Informed Listening – An Essential Skill

“A thousand suns, all rising”.
My new just-turned-five-year-old piano student spoke these words in a matter of fact voice as if we all should understand her meaning. I looked at her mom and dad and saw they were as puzzled as I was. It took a few minutes and some carefully phrased adult-type questions to decipher her uniquely expressive poetry.
“The orchestra! It sounds like a thousand suns, all rising!” She was a little put out that we didn’t immediately catch on, but when we did, we all glowed in agreement.
We had been listening to Peter and the Wolf, talking about the instruments and their various timbres or “colors”. Penelope as The Wolf had danced around the room making wolf noises and imitating the horns. Then Penelope as Peter saved us all with her trusty pop gun and a chorus of strings. Her crayon art work reflected some of the instrumental colors she had heard, and she had added some new words to her vocabulary. “Oboe” and “bassoon” were particular favorites. We all giggled when we noticed that the Grandpapa’s cane even looked like a bassoon!
Learning music should never be a chore. It should be full of color, playfulness, mystery, magic! Learning music should be a never-ending adventure, lit by a thousand suns!

A couple of years before this Peter and the Wolf listening lesson, I had a new composition student who was fourteen and had won all the piano competitions in our state.
“How much classical music do you listen to in an average week?” I asked at her first lesson.
“I’ve never listened to any classical music in my life,” was her strange reply.
Strange, because she had faithfully practiced the piano every day for at least seven years, and had mastered much of the classical repertoire. She simply didn’t equate studying piano with “listening”. I had already started a listening program with most of my students, but after that conversation I vowed that everyone in my studio would get plenty of time for and focus on listening as a skill, and as an artistic achievement.
My students get awards and prizes for listening, just as they do for performance and composing. Many of them have fallen in love with a piece which was part of a listening assignment and later performed that piece or wrote a new composition in that style.
No student is too young to listen to the orchestra or other classical music genres and no student is too old or too advanced to feel a sense of wonder when hearing a new piece for the first time.

I now have an “essential listening list” tailored for each individual student, and I add new pieces to it all the time. Some of the first pieces are just as popular with the teenagers and adults as they are with the pre-school crowd:
Peter and the Wolf
Carnival of the Animals
Young Person’s Guide to the Orchestra
Sorcerer’s Apprentice
The list moves on through representative pieces of all genres and periods, depending on the level and interests of the student. The goal is to instill a love of classical music into each student. Not everyone who graduates from this studio will become a world-famous pianist or composer, but hopefully they all will have experienced “a thousand suns, all rising” with at least one beloved piece in their creative listening assignments!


→ YOUR GOAL
Write out the data exactly, keeping every line.

---------- THE INPUT

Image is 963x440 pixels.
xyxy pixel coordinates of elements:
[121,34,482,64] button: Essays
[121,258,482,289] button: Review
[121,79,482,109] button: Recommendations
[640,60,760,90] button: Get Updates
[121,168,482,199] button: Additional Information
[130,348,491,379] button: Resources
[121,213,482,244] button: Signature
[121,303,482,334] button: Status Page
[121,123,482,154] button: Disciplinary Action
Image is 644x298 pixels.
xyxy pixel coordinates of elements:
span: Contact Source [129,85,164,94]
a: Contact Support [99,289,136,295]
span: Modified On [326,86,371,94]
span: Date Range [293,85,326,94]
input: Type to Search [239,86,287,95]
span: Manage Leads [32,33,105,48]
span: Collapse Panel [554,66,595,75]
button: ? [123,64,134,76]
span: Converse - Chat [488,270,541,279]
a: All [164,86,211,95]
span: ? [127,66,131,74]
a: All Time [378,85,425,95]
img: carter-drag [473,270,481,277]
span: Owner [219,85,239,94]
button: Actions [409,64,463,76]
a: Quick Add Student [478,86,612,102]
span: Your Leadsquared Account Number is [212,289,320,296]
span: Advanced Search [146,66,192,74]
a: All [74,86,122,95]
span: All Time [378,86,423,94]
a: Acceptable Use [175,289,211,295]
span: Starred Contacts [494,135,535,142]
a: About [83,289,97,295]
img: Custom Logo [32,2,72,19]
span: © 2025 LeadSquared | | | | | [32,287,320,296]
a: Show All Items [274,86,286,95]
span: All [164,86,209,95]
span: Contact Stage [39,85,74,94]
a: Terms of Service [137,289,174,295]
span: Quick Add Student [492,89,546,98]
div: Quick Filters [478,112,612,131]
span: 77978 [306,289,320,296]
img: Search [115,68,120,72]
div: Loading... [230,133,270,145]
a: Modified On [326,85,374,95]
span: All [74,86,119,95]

--------------------

→ ANSWER TO THE EXERCISE
Image is 963x440 pixels.
xyxy pixel coordinates of elements:
[121,34,482,64] button: Essays
[121,258,482,289] button: Review
[121,79,482,109] button: Recommendations
[640,60,760,90] button: Get Updates
[121,168,482,199] button: Additional Information
[130,348,491,379] button: Resources
[121,213,482,244] button: Signature
[121,303,482,334] button: Status Page
[121,123,482,154] button: Disciplinary Action
Image is 644x298 pixels.
xyxy pixel coordinates of elements:
span: Contact Source [129,85,164,94]
a: Contact Support [99,289,136,295]
span: Modified On [326,86,371,94]
span: Date Range [293,85,326,94]
input: Type to Search [239,86,287,95]
span: Manage Leads [32,33,105,48]
span: Collapse Panel [554,66,595,75]
button: ? [123,64,134,76]
span: Converse - Chat [488,270,541,279]
a: All [164,86,211,95]
span: ? [127,66,131,74]
a: All Time [378,85,425,95]
img: carter-drag [473,270,481,277]
span: Owner [219,85,239,94]
button: Actions [409,64,463,76]
a: Quick Add Student [478,86,612,102]
span: Your Leadsquared Account Number is [212,289,320,296]
span: Advanced Search [146,66,192,74]
a: All [74,86,122,95]
span: All Time [378,86,423,94]
a: Acceptable Use [175,289,211,295]
span: Starred Contacts [494,135,535,142]
a: About [83,289,97,295]
img: Custom Logo [32,2,72,19]
span: © 2025 LeadSquared | | | | | [32,287,320,296]
a: Show All Items [274,86,286,95]
span: All [164,86,209,95]
span: Contact Stage [39,85,74,94]
a: Terms of Service [137,289,174,295]
span: Quick Add Student [492,89,546,98]
div: Quick Filters [478,112,612,131]
span: 77978 [306,289,320,296]
img: Search [115,68,120,72]
div: Loading... [230,133,270,145]
a: Modified On [326,85,374,95]
span: All [74,86,119,95]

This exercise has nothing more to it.